Actually, one of the first scholars to compare Putin’s seizure of Crimea with Hitler’s annexation of Austria was the Russian historian Andrei Zubov, in an article published in Russian on 1 March 2014, which is available in English translation. Skobov’s conclusion that the Putin state ideology is a 21st-century version of Hitler’s Germany can be seen as a further development of this tendency in seeing similarities between the actions of the two regimes and their ideologies. It is buttressed in the text of the above-mentioned address to the Russian nation, with a concise summary analysis of the ideology of Putin’s Russia. In his analysis, Skobov concludes that the Putin regime’s ideology is “a kind of Nazi ideology adapted to the conditions of the post-industrial era.” It is important to emphasize this point, as we should not expect that the Putin-driven ideology in Russia today would be a clone of Hitler’s. In Skobov’s slightly longer analysis of Putin’s ideology, which appeared in March 2023 titled “Name it to win,” he similarly wrote that “it is understood that Putin’s Nazism has been modified and adapted to the conditions of the post-industrial era. But its essence is the same.”
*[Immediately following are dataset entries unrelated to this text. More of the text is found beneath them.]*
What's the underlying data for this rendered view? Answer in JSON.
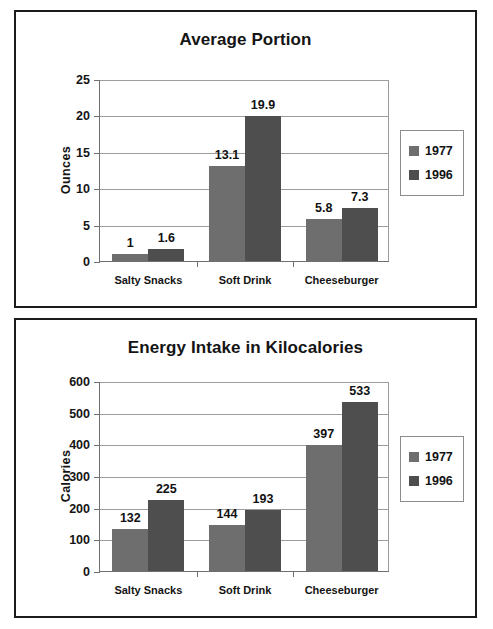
{
  "figure": {
    "panel_count": 2,
    "series_colors": {
      "1977": "#6e6e6e",
      "1996": "#4e4e4e"
    }
  },
  "legend": {
    "entries": [
      {
        "label": "1977",
        "color": "#6e6e6e"
      },
      {
        "label": "1996",
        "color": "#4e4e4e"
      }
    ]
  },
  "chart_data": [
    {
      "type": "bar",
      "title": "Average Portion",
      "xlabel": "",
      "ylabel": "Ounces",
      "categories": [
        "Salty Snacks",
        "Soft Drink",
        "Cheeseburger"
      ],
      "series": [
        {
          "name": "1977",
          "values": [
            1,
            13.1,
            5.8
          ],
          "labels": [
            "1",
            "13.1",
            "5.8"
          ],
          "color": "#6e6e6e"
        },
        {
          "name": "1996",
          "values": [
            1.6,
            19.9,
            7.3
          ],
          "labels": [
            "1.6",
            "19.9",
            "7.3"
          ],
          "color": "#4e4e4e"
        }
      ],
      "ylim": [
        0,
        25
      ],
      "yticks": [
        0,
        5,
        10,
        15,
        20,
        25
      ],
      "ytick_labels": [
        "0",
        "5",
        "10",
        "15",
        "20",
        "25"
      ],
      "grid": true,
      "legend_position": "right-outside"
    },
    {
      "type": "bar",
      "title": "Energy Intake in Kilocalories",
      "xlabel": "",
      "ylabel": "Calories",
      "categories": [
        "Salty Snacks",
        "Soft Drink",
        "Cheeseburger"
      ],
      "series": [
        {
          "name": "1977",
          "values": [
            132,
            144,
            397
          ],
          "labels": [
            "132",
            "144",
            "397"
          ],
          "color": "#6e6e6e"
        },
        {
          "name": "1996",
          "values": [
            225,
            193,
            533
          ],
          "labels": [
            "225",
            "193",
            "533"
          ],
          "color": "#4e4e4e"
        }
      ],
      "ylim": [
        0,
        600
      ],
      "yticks": [
        0,
        100,
        200,
        300,
        400,
        500,
        600
      ],
      "ytick_labels": [
        "0",
        "100",
        "200",
        "300",
        "400",
        "500",
        "600"
      ],
      "grid": true,
      "legend_position": "right-outside"
    }
  ]
}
Skobov’s understanding of the Putin regime as a type of Nazi state leads logically to his main political conclusion—that the current regime needs to be thoroughly dismantled and Russia’s nominal federation transformed into a democratic confederation of states and regions. This political goal, if achieved, would lead to a fundamental change in the nature of the Russian state. A mere change of leaders or management in Russia would be unacceptable to Skoobov and his colleagues. It is of some significance that the proposed political solution and the reasons given why this thorough political transformation is necessary are being made by Russians, not Westerners or Ukrainians, and was articulated by someone who has a long history of opposition to state oppression and tyranny, dating back to late Soviet times.
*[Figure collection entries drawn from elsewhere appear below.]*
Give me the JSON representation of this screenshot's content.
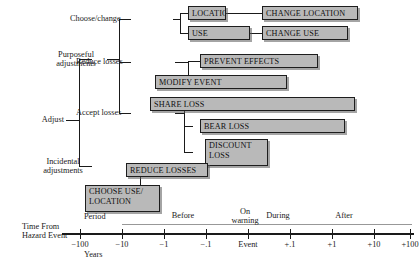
{
  "figure": {
    "type": "tree-timeline-diagram",
    "root_label": "Adjust"
  },
  "tree": {
    "root": "Adjust",
    "branches": [
      {
        "label": "Purposeful\nadjustments"
      },
      {
        "label": "Incidental\nadjustments"
      }
    ],
    "sub_branches": [
      {
        "label": "Choose/change"
      },
      {
        "label": "Reduce losses"
      },
      {
        "label": "Accept losses"
      }
    ]
  },
  "boxes": [
    {
      "id": "location",
      "label": "LOCATION"
    },
    {
      "id": "change-location",
      "label": "CHANGE LOCATION"
    },
    {
      "id": "use",
      "label": "USE"
    },
    {
      "id": "change-use",
      "label": "CHANGE USE"
    },
    {
      "id": "prevent-effects",
      "label": "PREVENT EFFECTS"
    },
    {
      "id": "modify-event",
      "label": "MODIFY EVENT"
    },
    {
      "id": "share-loss",
      "label": "SHARE LOSS"
    },
    {
      "id": "bear-loss",
      "label": "BEAR LOSS"
    },
    {
      "id": "discount-loss",
      "label": "DISCOUNT\nLOSS"
    },
    {
      "id": "reduce-losses",
      "label": "REDUCE LOSSES"
    },
    {
      "id": "choose-use-location",
      "label": "CHOOSE USE/\nLOCATION"
    }
  ],
  "axis": {
    "caption": "Time From\nHazard Event",
    "period_label": "Period",
    "units_label": "Years",
    "phases": [
      {
        "label": "Before"
      },
      {
        "label": "On\nwarning"
      },
      {
        "label": "During"
      },
      {
        "label": "After"
      }
    ],
    "ticks": [
      {
        "label": "−100"
      },
      {
        "label": "−10"
      },
      {
        "label": "−1"
      },
      {
        "label": "−.1"
      },
      {
        "label": "Event"
      },
      {
        "label": "+.1"
      },
      {
        "label": "+1"
      },
      {
        "label": "+10"
      },
      {
        "label": "+100"
      }
    ]
  },
  "colors": {
    "box_fill": "#b9b9b9",
    "box_stroke": "#1d1d1d",
    "line": "#1a1a1a",
    "background": "#ffffff"
  }
}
The excerpt below from the text of the address, translated into English, contains the gist of Skobov’s argument on why Russia should be viewed as a Nazi-type state:

The Putin regime has brought bloodshed, suffering, and grief back to Europe that it has not known since the days of Hitler. The Putin regime is the regime of the new Hitler. His ideology,  which many call rashism, is a kind of Nazi ideology adapted to the conditions of the post-industrial era. This ideology denies the subjectivity of individuals and peoples, their equality, democracy, the priority of human rights, and the rule of law as such. It rests on a purely Nazi concept of  exclusivity of the so-called “Russian civilization” and its superiority over the Western world. The purely Nazi nature of Putin’s regime is evidenced by the declaration of Ukrainians as  a wrong kind of “not [really] a people [or nation]” and in setting the task of forcibly changing their nationality and cultural identity. Like Hitler’s regime, Putin’s Nazi regime seeks to overturn humanity’s legal and moral restrictions on violence and cruelty, to entrench the “law of the jungle” with its total permissiveness of the use of force. It destroys the international order that ensures stability and security, throws the world [back] into archaism and savagery. It brings the same global threat to civilization as Hitler’s regime did.

Bohdan Klid

Bohdan Klid is Research Director of the Holodomor Research and Education Consortium (HREC) at the Canadian Institute of Ukrainian Studies (CIUS), University of Alberta. He was Assistant Director of CIUS from 1991 to 2016. He is editor of the collection of articles "Empire, Colonialism, and Famine in the Nineteenth and Twentieth Centuries", (2022), which appeared earlier as a special issue of the Journal East/West: Journal of Ukrainian Studies, Vol. 8 No. 1 (2021) He is co-editor, with Alexander Motyl, of "The Holodomor Reader: A Sourcebook on the Famine of 1932–1933 in Ukraine" (2012). He has also written on contemporary popular music, politics and national culture; on the nineteenth-century historian Volodymyr Antonovych; and on Ukrainian historiography of the late nineteenth and early twentieth centuries.